The UK is currently embroiled in a row with the European Commission on greenhouse gas emissions quotas, with EU courts set to rule on Wednesday if Brussels' refusal to accept London's delays over 2004 emissions planning is legal or not.
Last week a UN report concluded the EU as a bloc has achieved a reduction of only 1.4 percent in emissions from 1990 to 2003, far from the minus 8 percent target in 2012 that the Europeans have set themselves in the framework of Kyoto.
Goals set by the EU to increase the share of renewable energy also seem to have failed.
The target formulated by the European Commission to increase the share of renewable energy to 20 percent by 2020 is technologically impossible, according to the Italy-based Institute for Environment and Sustainability (IES), an institute financed by the EU itself.
In particular, solar cells would need significantly more start-up financing, as occurred in the past with nuclear energy, carbon and oil, according to an IES expert quoted by Die Welt.

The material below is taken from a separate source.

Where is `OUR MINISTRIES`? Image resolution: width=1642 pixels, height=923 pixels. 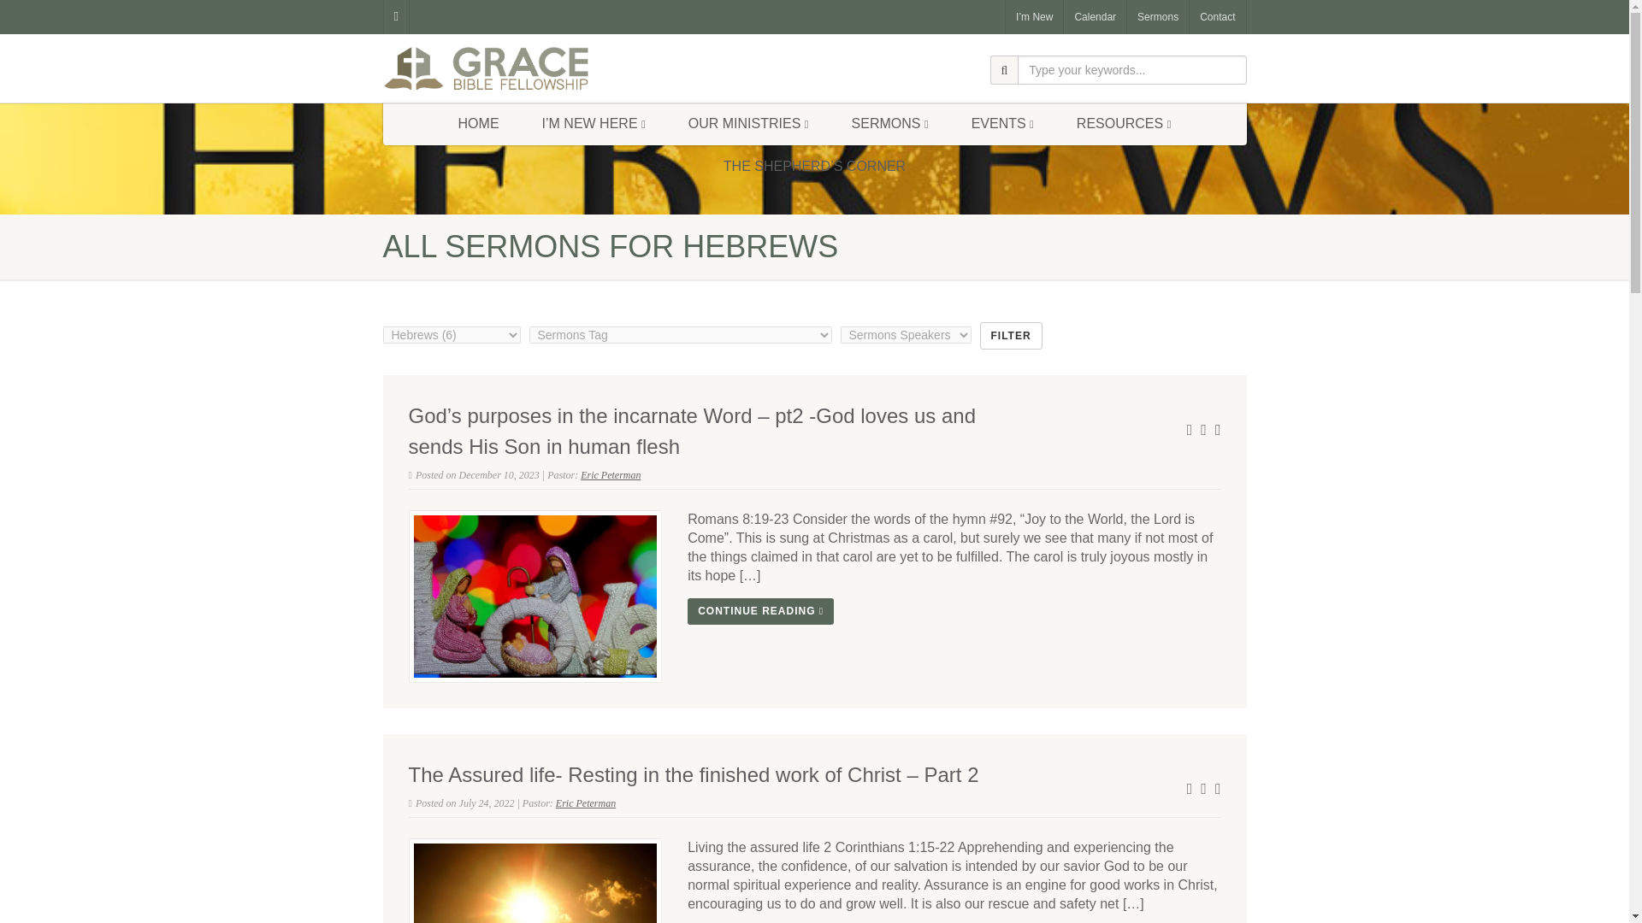
OUR MINISTRIES is located at coordinates (748, 123).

But most EU research money is still spent on non-renewable energy production, the institute said.
Meanwhile, Tony Blair's chief scientific adviser, Sir David King, told the BBC's Sunday AM programme that the need to cut long-term carbon emissions made keeping nuclear capacity an attractive option.
French industry minister Francois Loos took another angle on energy though, urging the EU to raise limits on the use of bio-fuels in petrol and diesel.
In an interview with La Tribune newspaper, he said, according to Reuters: "For my part, I am ready to modify the French limits on diestar [bio-diesel] in gas oil. And I will go to Brussels to ask for a modification of the European levels [of bio-fuels] in petrol."
France is a large agricultural producer and aims to have bio-fuel make up 7 percent of all fuels by 2010.